## Exercise brief
Would it be possible to output exactly, and only, the lines below from the one holding "Describe the element at coordinates (236, 148)" to the last line, both included, with every picture left out?

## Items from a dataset
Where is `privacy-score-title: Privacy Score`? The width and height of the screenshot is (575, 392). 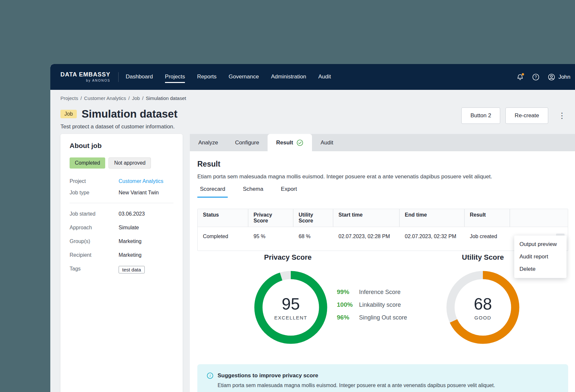 privacy-score-title: Privacy Score is located at coordinates (288, 257).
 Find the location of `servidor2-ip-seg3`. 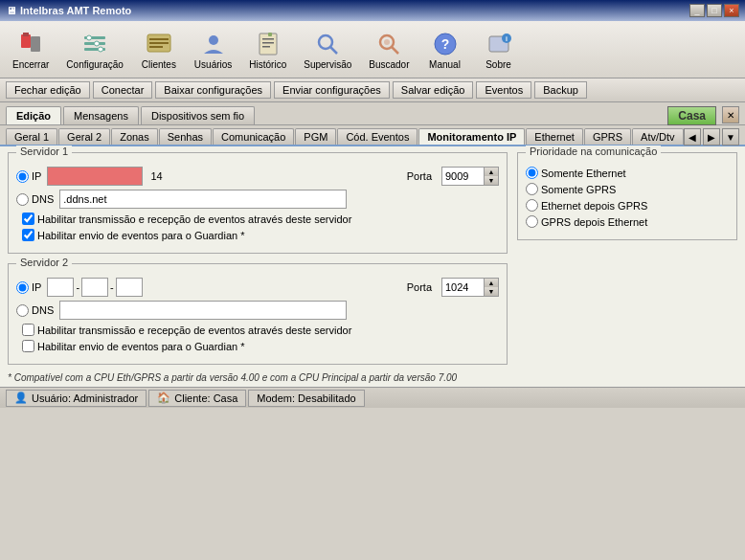

servidor2-ip-seg3 is located at coordinates (129, 287).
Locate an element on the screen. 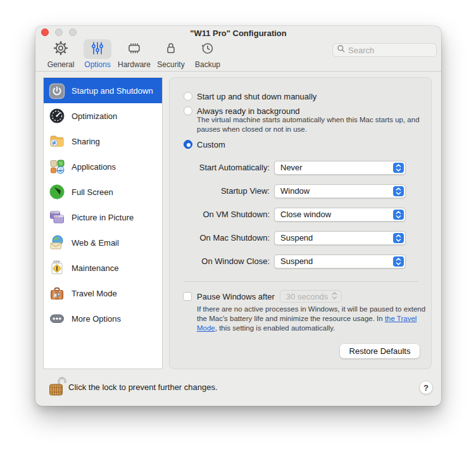 The height and width of the screenshot is (454, 476). apps-icon is located at coordinates (57, 167).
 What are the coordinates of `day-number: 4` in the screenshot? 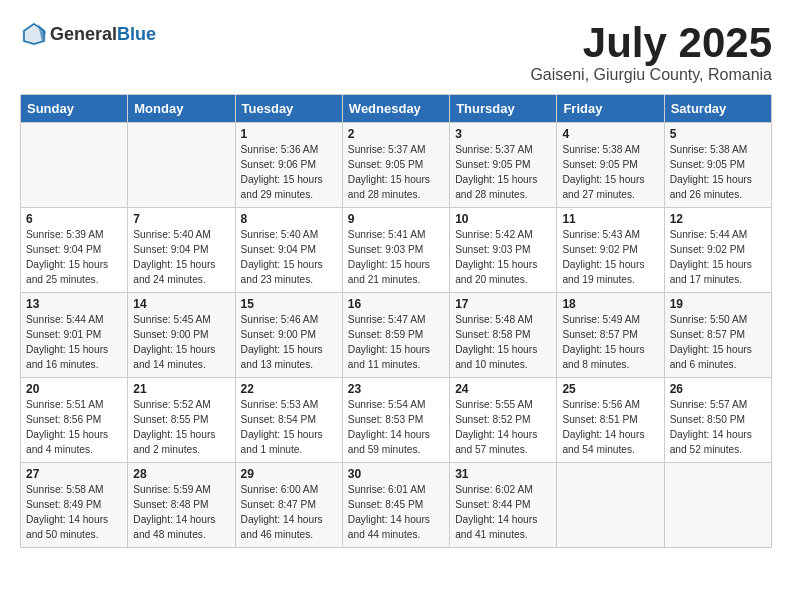 It's located at (610, 134).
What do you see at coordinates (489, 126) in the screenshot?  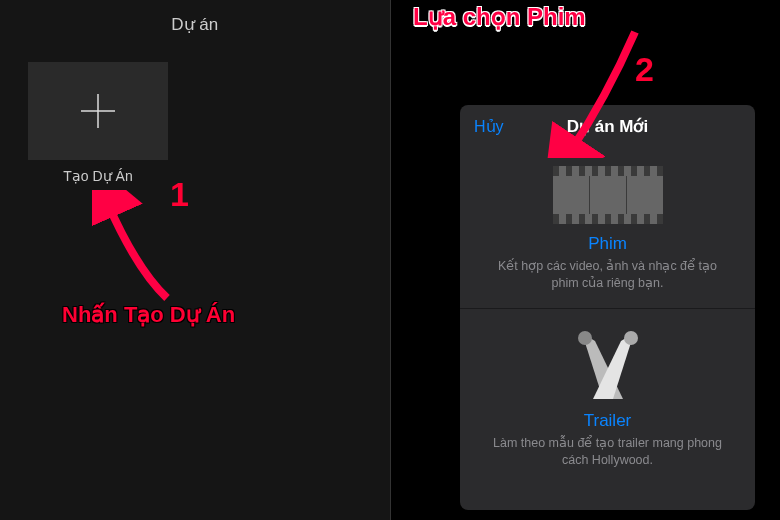 I see `cancel-button: Hủy` at bounding box center [489, 126].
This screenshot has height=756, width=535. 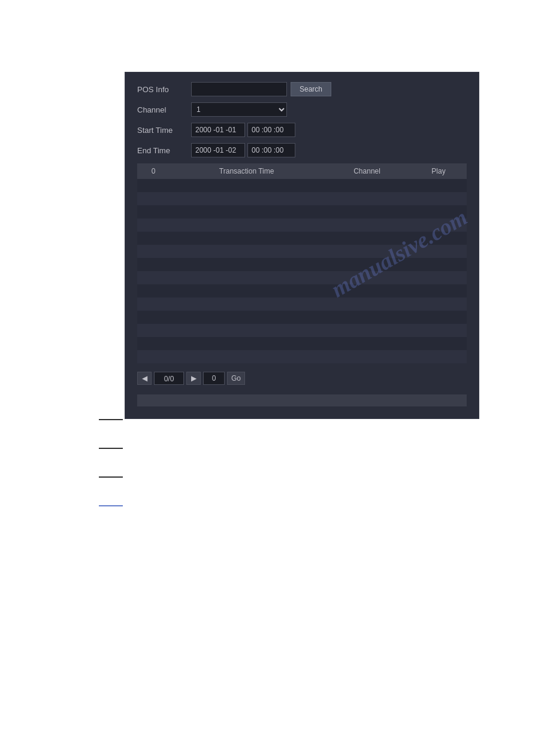 What do you see at coordinates (243, 150) in the screenshot?
I see `end-datetime-group` at bounding box center [243, 150].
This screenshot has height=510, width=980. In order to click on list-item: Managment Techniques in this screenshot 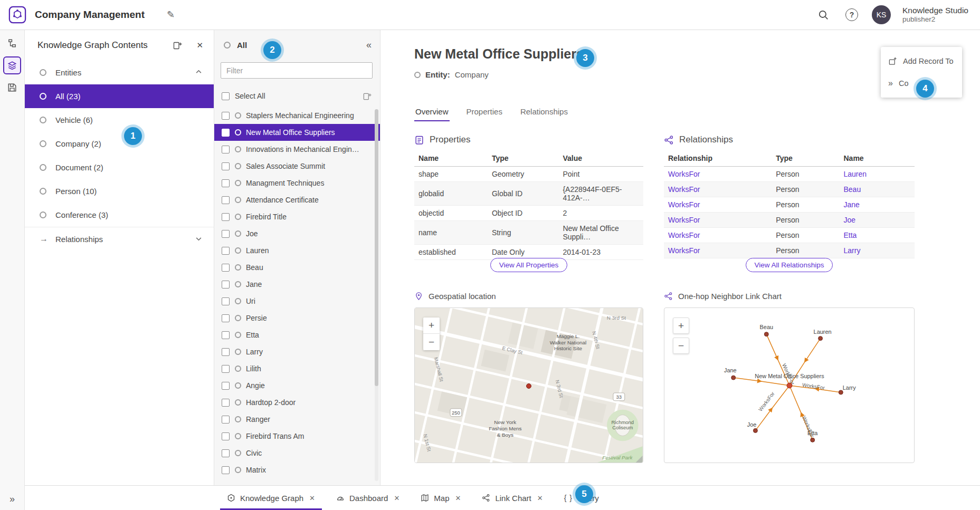, I will do `click(297, 183)`.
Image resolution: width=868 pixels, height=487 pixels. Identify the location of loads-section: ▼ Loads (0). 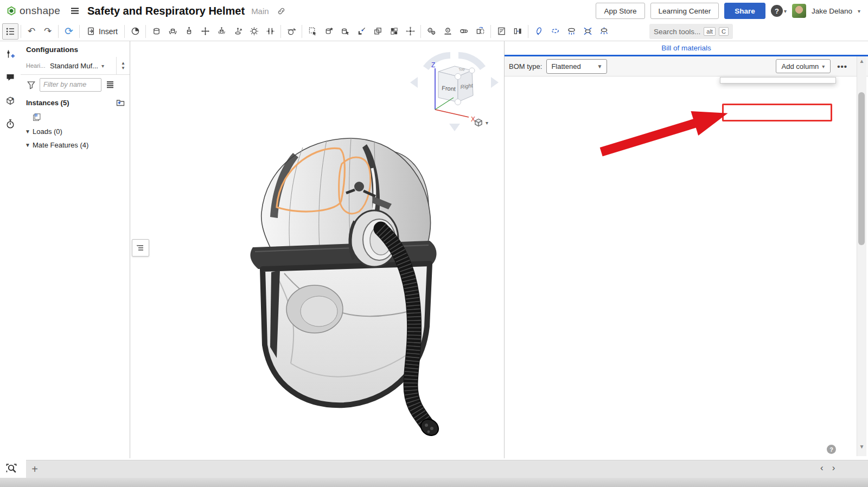
(75, 132).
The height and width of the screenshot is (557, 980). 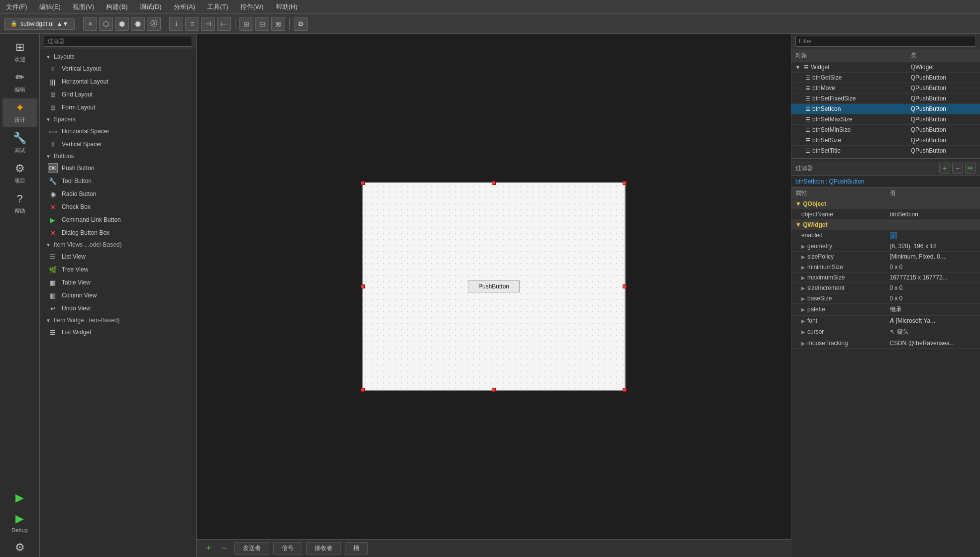 I want to click on props-minus-button: −, so click(x=958, y=168).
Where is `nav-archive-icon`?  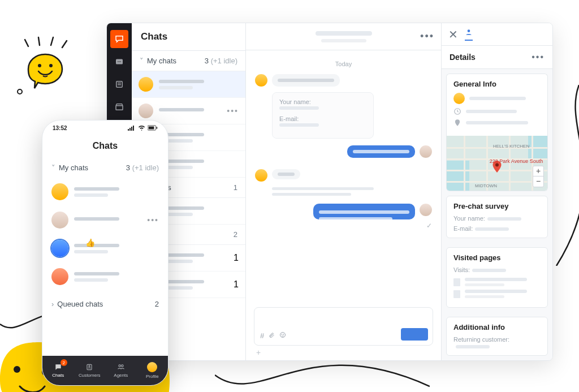
nav-archive-icon is located at coordinates (119, 107).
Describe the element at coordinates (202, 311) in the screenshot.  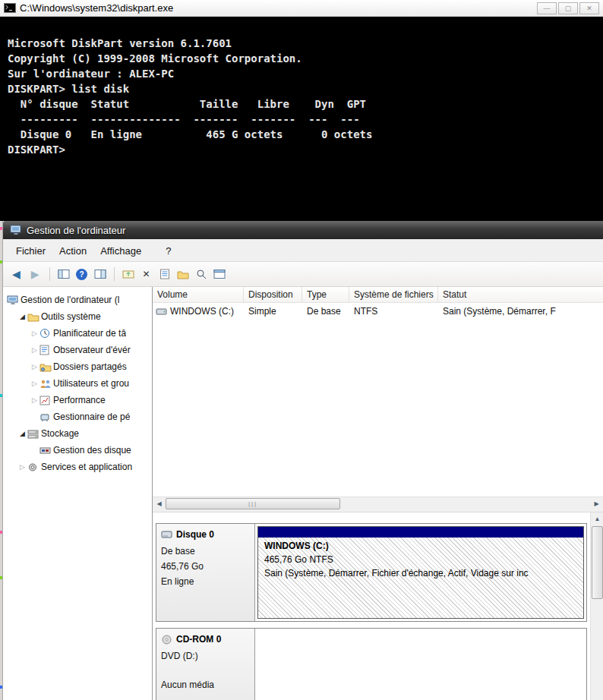
I see `volume-name: WINDOWS (C:)` at that location.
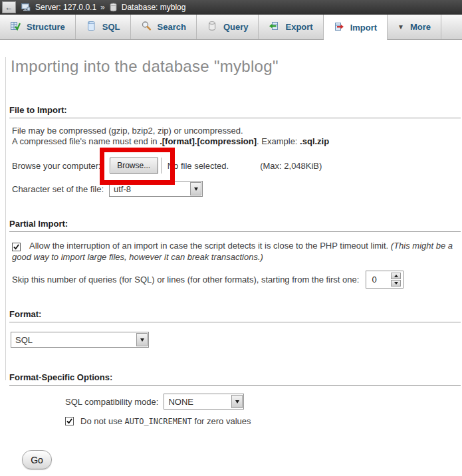 The image size is (462, 476). I want to click on tab-search: Search, so click(164, 27).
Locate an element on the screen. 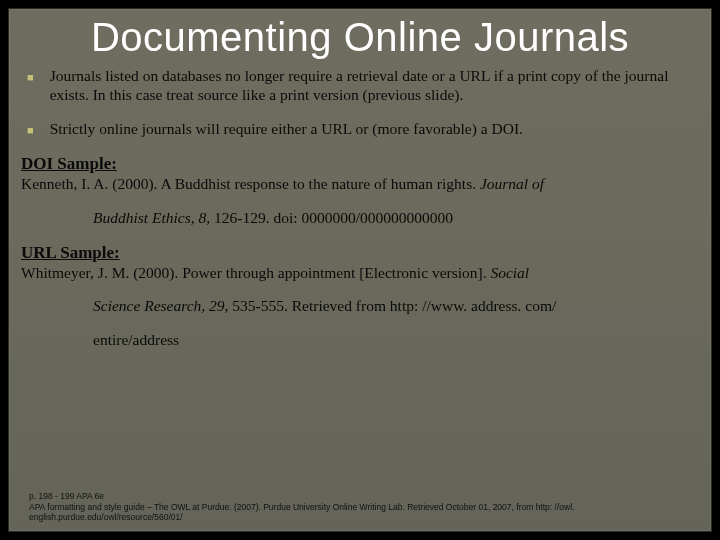  citation-text: 126-129. doi: 0000000/000000000000 is located at coordinates (332, 218).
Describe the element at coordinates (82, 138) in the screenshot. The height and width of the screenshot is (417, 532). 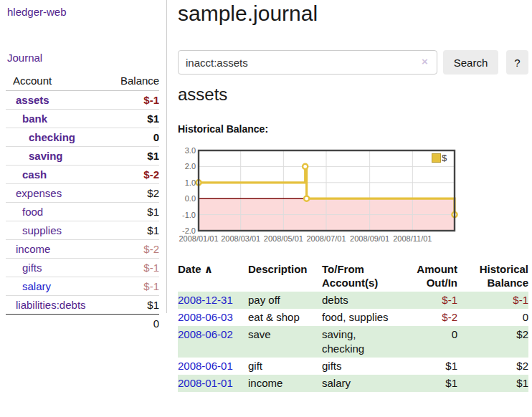
I see `account-row: checking0` at that location.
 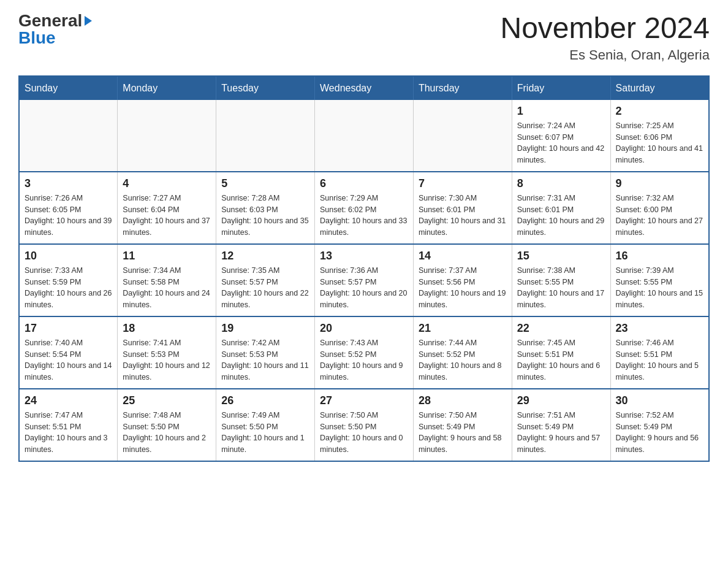 I want to click on day-number: 12, so click(x=265, y=256).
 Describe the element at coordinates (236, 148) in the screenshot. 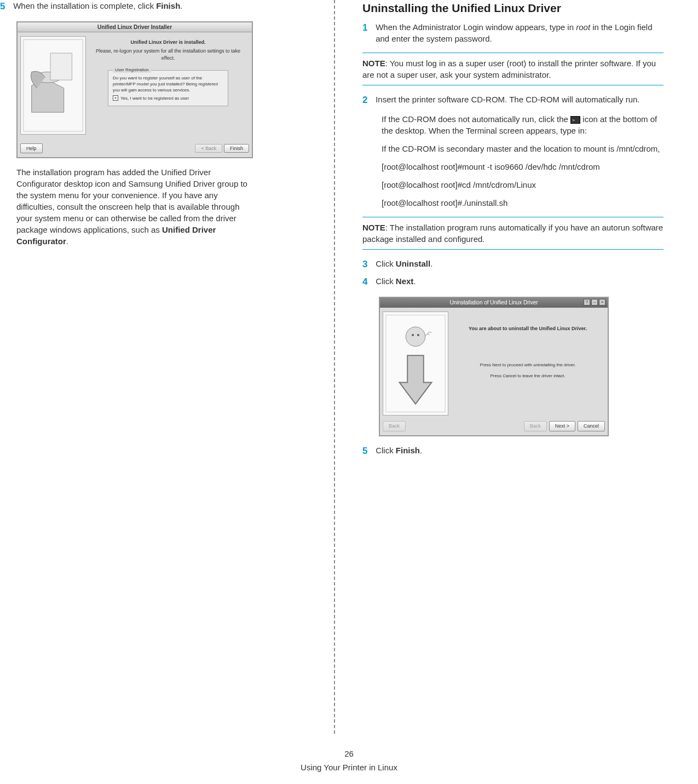

I see `finish-button: Finish` at that location.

## Written answer
 Describe the element at coordinates (236, 148) in the screenshot. 

I see `finish-button: Finish` at that location.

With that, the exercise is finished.